Ahn starts new chapter with pediatrics career

At age 9, Christina K. Ahn was walking with her father and her young cousin when the toddler fell and was bleeding from a cut. She remembers wanting to help care for the child.

“My dad said to me, ‘If you want to help kids in the future, study hard and become a doctor,'” she says.

Phillip Tarr, M.D. (left), and Robert Rothbaum, M.D., work with Christina K. Ahn in the clinical simulation center. Ahn was mentored by Rothbaum and Tarr in pediatric gastroenterology while a medical student.

With the support of parents John and Sonia Ahn and older sister Charlene, that’s exactly what Ahn has done. She earns a combined master of arts and medical degree from the Graduate School of Arts & Science and School of Medicine May 15, and, in July, she will begin a pediatrics residency at St. Louis Children’s Hospital.

After earning a bachelor’s degree in chemistry from Stanford University, the Kinston, N.C., native worked as an intern at Roche Bioscience, researching new drugs to treat osteoporosis. She also spent a year researching spinal cord injuries at the San Francisco Veterans Affairs Medical Center.

Then, she attended the School of Medicine with an esteemed Spencer T. Olin Fellowship for Women, a merit-based, four-year, full-tuition scholarship. Along the way, she has taken advantage of the opportunity to try new things.

Instead of taking the summer off between her first and second years of medical school, Ahn worked with Robert Rothbaum, M.D., professor of pediatrics, to establish the Family Connection, a support program for families of children with chronic gastrointestinal diseases, such as Crohn’s disease or ulcerative colitis. The program connected families with children who had been newly diagnosed with families who had been dealing with the diseases longer.

“That summer was a turning point for me,” she says. “I realized I had a definite interest in pediatrics and gastroenterology.”

She continued to volunteer in Rothbaum’s clinic throughout medical school. Rothbaum says Ahn made significant contributions to the care of patients as a student.

“Christina radiates positive energy,” Rothbaum says. “Her warmth and generosity set an example that we aspire to reach. Good doctors are basically good people who are highly interested in others. Christina lights the way along that path.”

School of Medicine

Between her third and fourth years of medical school, Ahn received a prestigious Doris Duke Fellowship, which allows for a year of research. Ahn worked with Phillip Tarr, M.D., the Melvin E. Carnahan Professor of Pediatrics, on a multicenter study examining the potentially bene-ficial effects of a treatment for children who develop hemolytic uremic syndrome, a disease that can occur after a gastrointestinal infection with E. coli bacteria. That experience renewed her interest in research.

“I like knowing that these results could affect the direct management of care,” she says.

To date, she has had three papers published and has one in press.

“Christina is bright, hard-working, curious and thorough,” Tarr says. “She has tackled a very challenging project and seen it through to completion. I am amazed at her maturity and communications skills and am delighted she is training in pediatrics, and even more delighted she is staying here to do so.”

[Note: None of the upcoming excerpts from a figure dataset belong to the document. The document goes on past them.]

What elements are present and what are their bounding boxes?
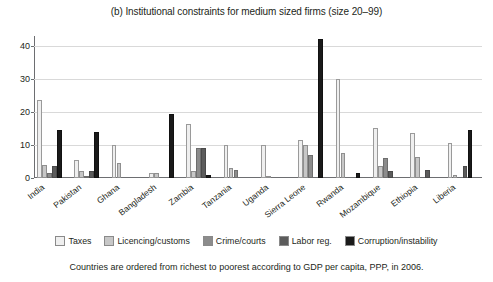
- bar: [234, 170, 239, 178]
- chart-legend: TaxesLicencing/customsCrime/courtsLabor …: [0, 236, 493, 246]
- bar: [79, 171, 84, 178]
- bar: [201, 148, 206, 178]
- bar: [42, 165, 47, 178]
- bar: [94, 132, 99, 178]
- bar: [261, 145, 266, 178]
- legend-swatch: [345, 236, 355, 246]
- bar: [463, 166, 468, 178]
- bar: [37, 100, 42, 178]
- bar: [336, 79, 341, 178]
- chart-footnote: Countries are ordered from richest to po…: [0, 262, 493, 272]
- bar-group: [146, 36, 183, 178]
- y-tick-label: 10: [20, 140, 30, 150]
- bar: [388, 171, 393, 178]
- bar-groups: [34, 36, 482, 178]
- legend-swatch: [279, 236, 289, 246]
- bar: [149, 173, 154, 178]
- plot-area: 010203040: [34, 36, 482, 178]
- bar: [52, 166, 57, 178]
- bar: [191, 171, 196, 178]
- bar: [378, 166, 383, 178]
- y-tick-label: 30: [20, 74, 30, 84]
- legend-label: Taxes: [68, 236, 91, 246]
- legend-item[interactable]: Taxes: [55, 236, 91, 246]
- legend-swatch: [104, 236, 114, 246]
- bar: [186, 124, 191, 178]
- bar: [356, 173, 361, 178]
- y-tick-label: 20: [20, 107, 30, 117]
- bar: [341, 153, 346, 178]
- bar: [84, 176, 89, 178]
- legend-item[interactable]: Corruption/instability: [345, 236, 438, 246]
- bar: [154, 173, 159, 178]
- legend-swatch: [55, 236, 65, 246]
- bar: [169, 114, 174, 178]
- y-tick-label: 40: [20, 41, 30, 51]
- legend-label: Crime/courts: [216, 236, 266, 246]
- bar: [425, 170, 430, 178]
- legend-label: Corruption/instability: [358, 236, 438, 246]
- bar-group: [445, 36, 482, 178]
- bar-group: [295, 36, 332, 178]
- bar: [57, 130, 62, 178]
- bar-group: [407, 36, 444, 178]
- legend-item[interactable]: Crime/courts: [203, 236, 266, 246]
- bar: [410, 133, 415, 178]
- x-label-cell: Liberia: [445, 180, 482, 226]
- y-tick-label: 0: [25, 173, 30, 183]
- bar: [453, 175, 458, 178]
- legend-swatch: [203, 236, 213, 246]
- bar: [303, 145, 308, 178]
- chart-figure: (b) Institutional constraints for medium…: [0, 0, 493, 282]
- bar: [373, 128, 378, 178]
- bar-group: [221, 36, 258, 178]
- bar: [196, 148, 201, 178]
- bar-group: [333, 36, 370, 178]
- legend-item[interactable]: Labor reg.: [279, 236, 332, 246]
- x-axis-labels: IndiaPakistanGhanaBangladeshZambiaTanzan…: [34, 180, 482, 226]
- legend-label: Labor reg.: [292, 236, 332, 246]
- bar-group: [183, 36, 220, 178]
- bar-group: [370, 36, 407, 178]
- bar: [89, 171, 94, 178]
- x-tick-label: India: [25, 182, 46, 201]
- bar: [468, 130, 473, 178]
- legend-label: Licencing/customs: [117, 236, 189, 246]
- bar-group: [109, 36, 146, 178]
- bar-group: [258, 36, 295, 178]
- bar: [224, 145, 229, 178]
- bar: [415, 157, 420, 178]
- bar: [206, 175, 211, 178]
- legend-item[interactable]: Licencing/customs: [104, 236, 189, 246]
- bar: [117, 163, 122, 178]
- bar-group: [71, 36, 108, 178]
- bar: [383, 158, 388, 178]
- chart-title: (b) Institutional constraints for medium…: [0, 6, 493, 17]
- bar: [229, 168, 234, 178]
- y-tick-mark: [31, 178, 34, 179]
- bar: [47, 173, 52, 178]
- bar: [308, 155, 313, 178]
- bar: [74, 160, 79, 178]
- bar: [448, 143, 453, 178]
- bar: [112, 145, 117, 178]
- bar: [298, 140, 303, 178]
- bar-group: [34, 36, 71, 178]
- bar: [266, 176, 271, 178]
- bar: [318, 39, 323, 178]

Also delighted that she’ll be doing her residency in St. Louis is Brendan Hickey, a software engineer at The Boeing Co. and an MBA student at the Olin Business School. Ahn and Hickey were married April 4 in St. Louis.

Ahn’s talents extend beyond science and medicine. A violinist since age 3 and a pianist since 5, she formed a piano trio with her medical school classmates. In 2006, she was the pit co-conductor and lead violinist in the medical student musical “Guys and Dolls” and, in 2008, was lead violinist in “Bye Bye Birdie.” She also played in the Stanford Symphony Orchestra as an undergraduate.

In addition, she has a passion for writing and has won several awards. In 2007, one of her essays was selected for the Princeton Review’s “Medical School Essays That Made a Difference,” and, in 2006, she won first place in the prose division of “The Legible Script” National Literary Competition.

“I hope that through my medical experiences, I’ll have more stories to share,” she says.